It has been fifty four years after the first iteration of Pentagram formed on Christmas day 1971. Thirty eight bandmates have come and gone prior to the current lineup, and, ten years since his last studio album (Curious Volume), Bobby Liebling finds himself in a curious position in 2025.

Along with bands like Saint Vitus, The Obsessed, Candlemass, Trouble, Pagan Altar and Witchfinder General, Pentagram wrote the book on the first defining wave of doom. They directly inspired the second wave – Cathedral’s cover of All Your Sins evidenced this – and the heaviness that was ground breaking on their 1985 Relentless album seamlessly blended in with the crowd on 1994’s under rated Be Forwarned. Their credentials are unchallenged.

As a cornerstone pioneer, Bobby finds himself in a band with guys who are now quarter century plus veterans in their own right. Mos Generator guitarist Tony Reed (who also produced this album) and his long time collaborator bassist Scooter Haslip make up the string section of Pentagram 2025. Henry Vazquez rounds out the lineup having served time on the tubs with Saint Vitus, The Skull, Spirit Caravan and Sourvein, and can now add Pentagram to this all-time doom resume.

The three band members have all cut their teeth in bands that heavily drew influences from Pentagram, or Pentagram-adjacent doom and various tributary genres like stoner rock and sludge. That these bands were downstream of the source that Pentagram was instrumental in creating, Lightning in a Bottle made me think of a line from when Rush appeared on the Colbert Show.

Colbert quipped, “You’re known for some long songs. Have you ever written a song so epic that, by the end of the song, you were actually being influenced by yourself at the beginning of the song?” on the 2008 episode of the show. Seeing the new lineup and approaching the first listen to this record, I was thinking, Is this a modern doom band playing homage to Pentagram, only with Bobby Liebling in the band and putting Pentagram on the tin?

A superficial listen to the surface of the eleven tracks on offer here reveals a thorough comprehension of the musical language that has developed over the fifty years of the genre. The chunking motorbike grooves and twists and turns of the opener Live Again, Sabbath references galore, bluesy driving grooves of In the Panic Room and Thundercrest, psyche freak outs Lady Heroin and I’ll Certainly See You In Hell, hallmark Maryland flavours Wino could have written on Solve The Puzzle and Lightning In A Bottle and of course crushing doom moments exemplified in the closer Walk The Sociopath.

Subsequent listens had me put myself in the shoes of Reed, Haslip and Vazquez. How would you approach writing an album with such an enormous weight of history? How to approach the near impossible task having to try and satisfy almost three generations of fans and do justice to the legacy of founding fathers? Well to start, Reed must take a bow in his production of the album. It’s fantastic, and a quick reference check against the last Pentagram record, I think Liebling was onto something in bringing Reed into the camp as Reed has done a fantastic job both in front of and behind the mixing desk.

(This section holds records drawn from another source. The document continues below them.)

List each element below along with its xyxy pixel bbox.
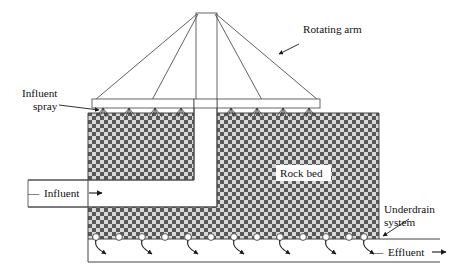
- label-influent: — Influent: [27, 187, 80, 199]
- label-rotating-arm: Rotating arm: [303, 23, 362, 35]
- influent-spray-label-line1: Influent: [22, 87, 58, 99]
- underdrain-label-line2: system: [384, 216, 415, 228]
- diagram-root: Rotating arm Influent spray Rock bed — I…: [0, 0, 467, 273]
- label-underdrain-system: Underdrain system: [384, 203, 435, 228]
- influent-spray-label-line2: spray: [33, 100, 58, 112]
- label-rock-bed: Rock bed: [276, 165, 331, 181]
- label-influent-spray: Influent spray: [22, 87, 58, 112]
- trickling-filter-diagram: Rotating arm Influent spray Rock bed — I…: [0, 0, 467, 273]
- effluent-label: Effluent: [388, 246, 425, 258]
- influent-dash: —: [27, 187, 40, 199]
- rock-bed-media: [88, 113, 379, 239]
- rotating-arm-mast: [196, 13, 217, 100]
- influent-label: Influent: [44, 187, 80, 199]
- rotating-arm-label: Rotating arm: [303, 23, 362, 35]
- label-effluent: — Effluent: [371, 246, 425, 258]
- rotating-arm-leader: [279, 44, 299, 54]
- distributor-arm: [92, 99, 320, 108]
- underdrain-label-line1: Underdrain: [384, 203, 435, 215]
- effluent-dash: —: [371, 246, 384, 258]
- rock-bed-label: Rock bed: [280, 167, 323, 179]
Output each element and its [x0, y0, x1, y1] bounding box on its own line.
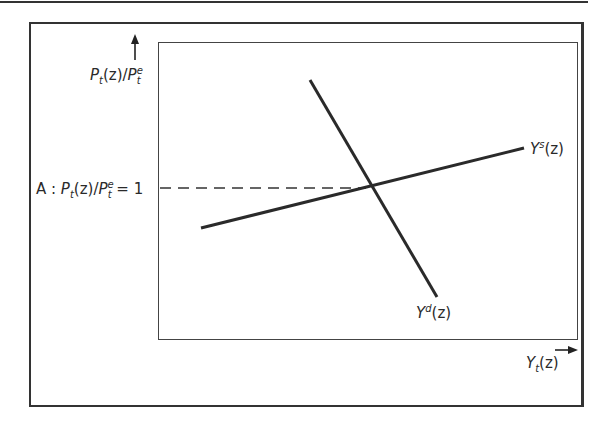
y-axis-arrow-icon — [131, 34, 139, 60]
supply-curve — [201, 148, 524, 228]
y-axis-label: Pt(z)/Pet — [90, 66, 141, 86]
supply-curve-label: Ys(z) — [530, 140, 564, 157]
plot-svg — [0, 0, 606, 422]
x-axis-arrow-icon — [555, 346, 578, 354]
x-axis-label: Yt(z) — [526, 356, 559, 374]
equilibrium-label: A : Pt(z)/Pet = 1 — [36, 180, 143, 200]
demand-curve-label: Yd(z) — [416, 304, 451, 321]
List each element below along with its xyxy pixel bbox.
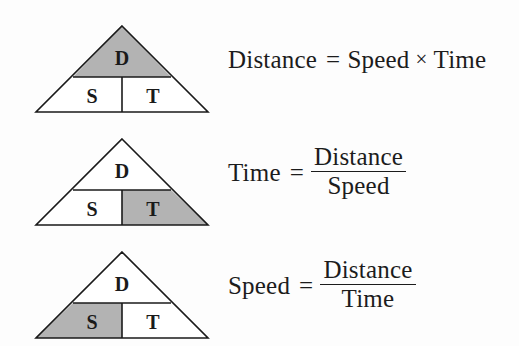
fraction-denominator: Time (339, 285, 398, 312)
equals-sign: = (290, 159, 304, 187)
triangle-diagram-time: D S T (30, 133, 216, 229)
triangle-cell-bottom-right-fill (122, 303, 208, 338)
triangle-label-bottom-left: S (86, 311, 97, 333)
triangle-svg: D S T (30, 246, 216, 342)
equation-factor-2: Time (434, 46, 487, 74)
triangle-label-top: D (115, 47, 129, 69)
triangle-label-bottom-right: T (146, 85, 160, 107)
equation-lhs: Speed (228, 272, 290, 300)
triangle-label-top: D (115, 160, 129, 182)
equals-sign: = (326, 46, 340, 74)
formula-row-distance: D S T Distance = Speed × Time (0, 2, 519, 117)
equation-factor-1: Speed (347, 46, 409, 74)
triangle-label-bottom-right: T (146, 198, 160, 220)
fraction-numerator: Distance (320, 257, 415, 284)
triangle-cell-bottom-left-fill (36, 77, 122, 112)
equals-sign: = (299, 272, 313, 300)
triangle-diagram-distance: D S T (30, 20, 216, 116)
triangle-cell-bottom-left-fill (36, 190, 122, 225)
fraction-denominator: Speed (324, 172, 392, 199)
triangle-cell-bottom-right-fill (122, 190, 208, 225)
equation-lhs: Time (228, 159, 281, 187)
triangle-label-bottom-left: S (86, 85, 97, 107)
equation-time: Time = Distance Speed (228, 115, 406, 230)
triangle-cell-bottom-right-fill (122, 77, 208, 112)
triangle-svg: D S T (30, 20, 216, 116)
triangle-label-bottom-right: T (146, 311, 160, 333)
formula-row-time: D S T Time = Distance Speed (0, 115, 519, 230)
triangle-diagram-speed: D S T (30, 246, 216, 342)
triangle-cell-bottom-left-fill (36, 303, 122, 338)
triangle-label-bottom-left: S (86, 198, 97, 220)
fraction: Distance Time (320, 257, 415, 313)
equation-distance: Distance = Speed × Time (228, 2, 486, 117)
multiplication-operator: × (416, 47, 428, 72)
equation-speed: Speed = Distance Time (228, 228, 416, 343)
diagram-canvas: D S T Distance = Speed × Time D S (0, 0, 519, 346)
triangle-label-top: D (115, 273, 129, 295)
formula-row-speed: D S T Speed = Distance Time (0, 228, 519, 343)
triangle-svg: D S T (30, 133, 216, 229)
fraction: Distance Speed (311, 144, 406, 200)
fraction-numerator: Distance (311, 144, 406, 171)
equation-lhs: Distance (228, 46, 317, 74)
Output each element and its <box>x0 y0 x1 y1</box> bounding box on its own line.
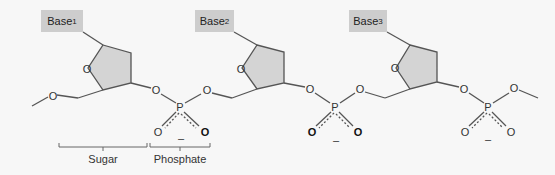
oxygen-atom: O <box>49 91 58 102</box>
base-3-label: Base3 <box>349 10 387 32</box>
phosphate-2-charge: – <box>333 134 339 146</box>
phosphate-3-oxygen-left: O <box>460 84 469 95</box>
phosphate-2-oxygen-lower-left: O <box>308 127 317 138</box>
phosphate-1-oxygen-lower-right: O <box>201 127 210 138</box>
backbone-drawing <box>0 0 555 175</box>
phosphate-label: Phosphate <box>154 153 207 165</box>
phosphate-2-oxygen-lower-right: O <box>354 127 363 138</box>
phosphate-1-oxygen-left: O <box>152 85 161 96</box>
phosphate-2-oxygen-right: O <box>356 84 365 95</box>
base-1-label: Base1 <box>41 10 83 32</box>
phosphate-3-phosphorus: P <box>484 102 491 113</box>
phosphate-3-oxygen-right: O <box>510 83 519 94</box>
ring-oxygen-2: O <box>237 64 246 75</box>
ring-oxygen-1: O <box>83 64 92 75</box>
phosphate-3-oxygen-lower-right: O <box>507 127 516 138</box>
phosphate-2-oxygen-left: O <box>306 84 315 95</box>
phosphate-1-phosphorus: P <box>176 102 183 113</box>
phosphate-3-charge: – <box>485 133 491 145</box>
phosphate-1-oxygen-lower-left: O <box>154 127 163 138</box>
phosphate-2-phosphorus: P <box>331 102 338 113</box>
phosphate-1-oxygen-right: O <box>203 85 212 96</box>
sugar-label: Sugar <box>88 153 117 165</box>
ring-oxygen-3: O <box>391 63 400 74</box>
base-2-label: Base2 <box>195 10 234 32</box>
phosphate-1-charge: – <box>178 132 184 144</box>
phosphate-3-oxygen-lower-left: O <box>461 127 470 138</box>
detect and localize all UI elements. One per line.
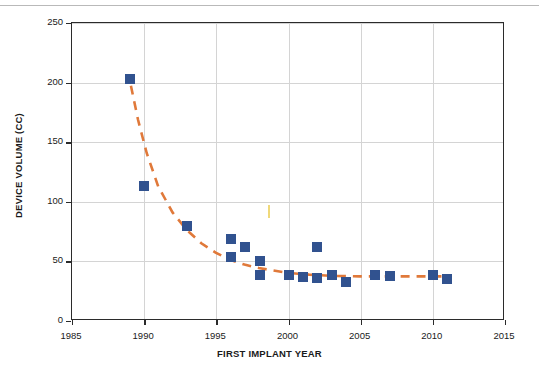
data-point-marker bbox=[312, 273, 322, 283]
y-tickmark bbox=[66, 142, 71, 143]
y-tickmark bbox=[66, 23, 71, 24]
data-point-marker bbox=[298, 272, 308, 282]
y-tick-label: 200 bbox=[33, 76, 63, 87]
gridline-horizontal bbox=[72, 261, 503, 262]
data-point-marker bbox=[125, 74, 135, 84]
y-tickmark bbox=[66, 261, 71, 262]
chart-figure: DEVICE VOLUME (CC) FIRST IMPLANT YEAR 05… bbox=[0, 0, 539, 374]
y-tick-label: 250 bbox=[33, 16, 63, 27]
data-point-marker bbox=[255, 270, 265, 280]
x-tick-label: 2015 bbox=[484, 330, 524, 341]
y-axis-title: DEVICE VOLUME (CC) bbox=[13, 86, 24, 246]
x-tick-label: 2005 bbox=[340, 330, 380, 341]
y-tickmark bbox=[66, 202, 71, 203]
y-tick-label: 50 bbox=[33, 254, 63, 265]
data-point-marker bbox=[312, 242, 322, 252]
stray-tick-mark bbox=[268, 205, 270, 218]
y-tick-label: 0 bbox=[33, 314, 63, 325]
data-point-marker bbox=[327, 270, 337, 280]
gridline-horizontal bbox=[72, 202, 503, 203]
y-tick-label: 100 bbox=[33, 195, 63, 206]
gridline-vertical bbox=[144, 23, 145, 319]
gridline-horizontal bbox=[72, 83, 503, 84]
x-tickmark bbox=[433, 320, 434, 325]
x-tickmark bbox=[144, 320, 145, 325]
plot-area bbox=[71, 22, 504, 320]
gridline-vertical bbox=[361, 23, 362, 319]
data-point-marker bbox=[240, 242, 250, 252]
y-tick-label: 150 bbox=[33, 135, 63, 146]
x-tickmark bbox=[72, 320, 73, 325]
x-tickmark bbox=[361, 320, 362, 325]
data-point-marker bbox=[182, 221, 192, 231]
x-tickmark bbox=[216, 320, 217, 325]
y-tickmark bbox=[66, 321, 71, 322]
x-tick-label: 1990 bbox=[123, 330, 163, 341]
gridline-horizontal bbox=[72, 142, 503, 143]
data-point-marker bbox=[139, 181, 149, 191]
x-tick-label: 2000 bbox=[268, 330, 308, 341]
gridline-horizontal bbox=[72, 23, 503, 24]
data-point-marker bbox=[428, 270, 438, 280]
data-point-marker bbox=[385, 271, 395, 281]
data-point-marker bbox=[442, 274, 452, 284]
x-tick-label: 1995 bbox=[195, 330, 235, 341]
x-axis-title: FIRST IMPLANT YEAR bbox=[0, 348, 539, 359]
x-tick-label: 1985 bbox=[51, 330, 91, 341]
y-tickmark bbox=[66, 83, 71, 84]
data-point-marker bbox=[284, 270, 294, 280]
gridline-vertical bbox=[216, 23, 217, 319]
data-point-marker bbox=[255, 256, 265, 266]
data-point-marker bbox=[226, 252, 236, 262]
data-point-marker bbox=[226, 234, 236, 244]
x-tickmark bbox=[289, 320, 290, 325]
data-point-marker bbox=[341, 277, 351, 287]
x-tickmark bbox=[505, 320, 506, 325]
x-tick-label: 2010 bbox=[412, 330, 452, 341]
data-point-marker bbox=[370, 270, 380, 280]
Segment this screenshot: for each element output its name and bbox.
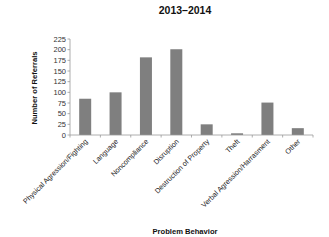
x-category-label: Theft [224, 137, 242, 155]
y-axis: 0255075100125150175200225 [53, 35, 70, 140]
y-tick-label: 25 [58, 120, 66, 129]
bar [79, 99, 91, 135]
bars [79, 49, 304, 135]
y-tick-label: 50 [58, 109, 66, 118]
y-tick-label: 200 [53, 45, 66, 54]
bar [140, 57, 152, 135]
x-axis-label: Problem Behavior [153, 227, 218, 236]
chart-title: 2013–2014 [159, 4, 212, 16]
y-tick-label: 225 [53, 35, 66, 44]
x-axis [70, 135, 313, 138]
y-axis-label: Number of Referrals [30, 51, 39, 124]
x-category-label: Destruction of Property [153, 137, 212, 196]
y-tick-label: 75 [58, 99, 66, 108]
bar [292, 128, 304, 135]
y-tick-label: 0 [62, 131, 66, 140]
y-tick-label: 100 [53, 88, 66, 97]
x-category-label: Other [283, 137, 303, 157]
bar-chart: 2013–2014 Number of Referrals 0255075100… [0, 0, 329, 237]
bar [170, 49, 182, 135]
y-tick-label: 125 [53, 77, 66, 86]
x-category-label: Disruption [151, 137, 180, 166]
y-tick-label: 150 [53, 67, 66, 76]
x-category-label: Physical Agression/Fighting [21, 137, 90, 206]
bar [201, 124, 213, 135]
bar [261, 103, 273, 135]
x-axis-category-labels: Physical Agression/FightingLanguageNonco… [21, 137, 303, 210]
x-category-label: Language [91, 137, 120, 166]
y-tick-label: 175 [53, 56, 66, 65]
bar [110, 92, 122, 135]
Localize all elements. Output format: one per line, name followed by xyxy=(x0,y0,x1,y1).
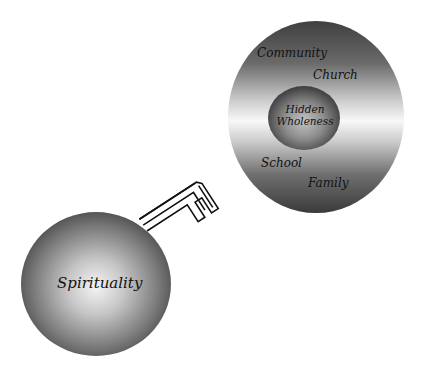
diagram-svg xyxy=(0,0,424,376)
label-spirituality: Spirituality xyxy=(57,274,142,292)
label-church: Church xyxy=(313,68,358,82)
label-hidden: Hidden xyxy=(274,103,336,115)
label-school: School xyxy=(261,156,302,170)
label-family: Family xyxy=(308,176,349,190)
label-hidden-wholeness: Hidden Wholeness xyxy=(274,103,336,127)
diagram-canvas: Community Church School Family Hidden Wh… xyxy=(0,0,424,376)
label-community: Community xyxy=(257,46,327,60)
label-wholeness: Wholeness xyxy=(274,115,336,127)
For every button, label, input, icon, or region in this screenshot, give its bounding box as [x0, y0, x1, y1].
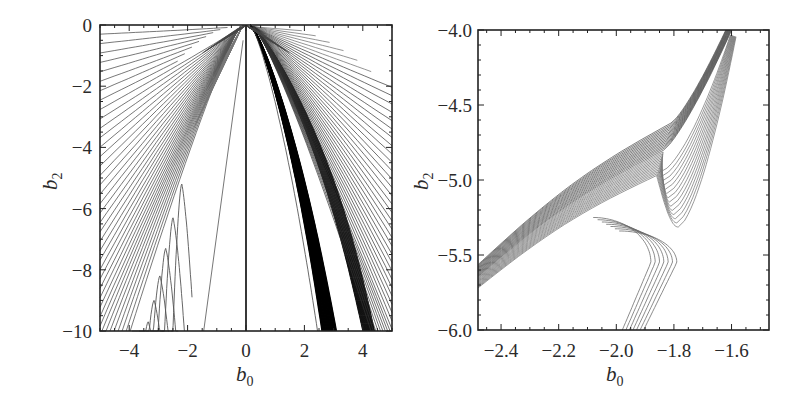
contour-line	[100, 47, 192, 81]
right-plot-area	[472, 30, 736, 338]
figure: −4−20240−2−4−6−8−10 b0 b2 −2.4−2.2−2.0−1…	[0, 0, 805, 413]
x-tick-label: −1.8	[657, 340, 691, 361]
contour-line	[100, 41, 199, 71]
contour-line	[100, 30, 220, 44]
contour-line	[100, 27, 241, 157]
left-xlabel: b0	[236, 362, 254, 389]
y-tick-label: 0	[83, 15, 93, 36]
outer-band-line	[250, 25, 366, 331]
lower-branch-line	[611, 227, 669, 338]
y-tick-label: −6	[72, 199, 92, 220]
x-tick-label: −2.2	[541, 340, 575, 361]
x-tick-label: −2	[177, 340, 197, 361]
contour-line	[114, 27, 240, 332]
y-tick-label: −4	[72, 137, 93, 158]
closed-loop	[162, 218, 185, 331]
x-tick-label: −2.0	[599, 340, 633, 361]
right-panel: −2.4−2.2−2.0−1.8−1.6−4.0−4.5−5.0−5.5−6.0…	[409, 20, 769, 389]
y-tick-label: −2	[72, 76, 92, 97]
left-panel: −4−20240−2−4−6−8−10 b0 b2	[38, 15, 392, 389]
outer-band-line	[250, 25, 367, 331]
dense-band-line	[250, 25, 325, 331]
band-line	[472, 30, 726, 271]
x-tick-label: 4	[358, 340, 368, 361]
y-tick-label: −4.5	[438, 95, 472, 116]
contour-line	[100, 33, 213, 53]
lower-branch-line	[606, 224, 664, 337]
right-xlabel: b0	[606, 362, 624, 389]
x-tick-label: −4	[119, 340, 140, 361]
right-ticks: −2.4−2.2−2.0−1.8−1.6−4.0−4.5−5.0−5.5−6.0	[438, 20, 769, 361]
contour-line	[193, 25, 243, 129]
y-tick-label: −8	[72, 260, 92, 281]
left-plot-area	[100, 25, 392, 331]
y-tick-label: −10	[62, 321, 92, 342]
x-tick-label: 0	[241, 340, 251, 361]
band-line	[472, 30, 731, 280]
x-tick-label: −2.4	[484, 340, 519, 361]
y-tick-label: −5.0	[438, 170, 472, 191]
outer-band-line	[250, 25, 368, 331]
lower-branch-line	[619, 231, 677, 338]
contour-line	[100, 27, 241, 176]
x-tick-label: −1.6	[714, 340, 748, 361]
outer-band-line	[250, 25, 367, 331]
right-ylabel: b2	[409, 173, 436, 191]
left-ylabel: b2	[38, 173, 65, 191]
closed-loop	[172, 184, 193, 331]
y-tick-label: −6.0	[438, 320, 472, 341]
y-tick-label: −4.0	[438, 20, 472, 41]
y-tick-label: −5.5	[438, 245, 472, 266]
contour-line	[100, 27, 241, 167]
lower-branch-line	[615, 229, 673, 338]
x-tick-label: 2	[300, 340, 310, 361]
lower-branch-line	[602, 222, 660, 338]
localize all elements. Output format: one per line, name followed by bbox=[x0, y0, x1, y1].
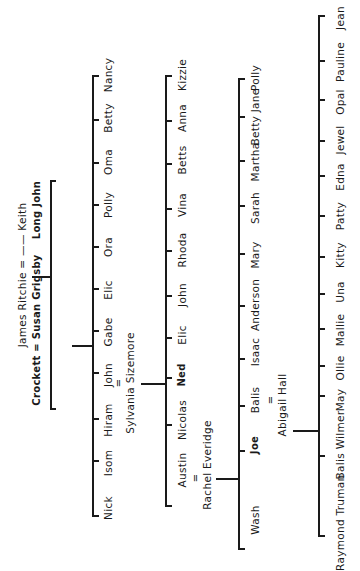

Vazquez’ ability I witnessed first hand on three Vitus shows in Australia in 2013 and along with Haslip, the rhythm section supercharges the ensemble’s songwriting here and clearly energises Liebling’s performance. He is clearly having a great time fronting Pentagram 2025.

At seventy one years young he has some seemingly preternatural ability to survive the well documented excesses of his life (2011’s Last Days Here doco is essential viewing). Perhaps he has tapped some kind of ability to gain vampiric life extensions from riffs? I dunno what it is, but this record would go some way to validating this theory.

Whatever the case, the album title is apt for this point in Liebling’s career. Where the new guys could have delivered a safe, stock doom record which would have got them a few festival appearances and ride on past laurels, they one hundred per cent have not. The album title is apt in that Liebling’s managed to somehow capture that energy once again through the new lineup.

They’ve clearly put together an ambitious record that spans the breadth of what has come to pass since the fledgling days of the seventies and answered a cheeky “yes” to the Colbert proposition to Rush. This is a great record to kick off 2025 and well worth some time in the ears of fans of this type of music.

Lightning In A Bottle releases on January 31st.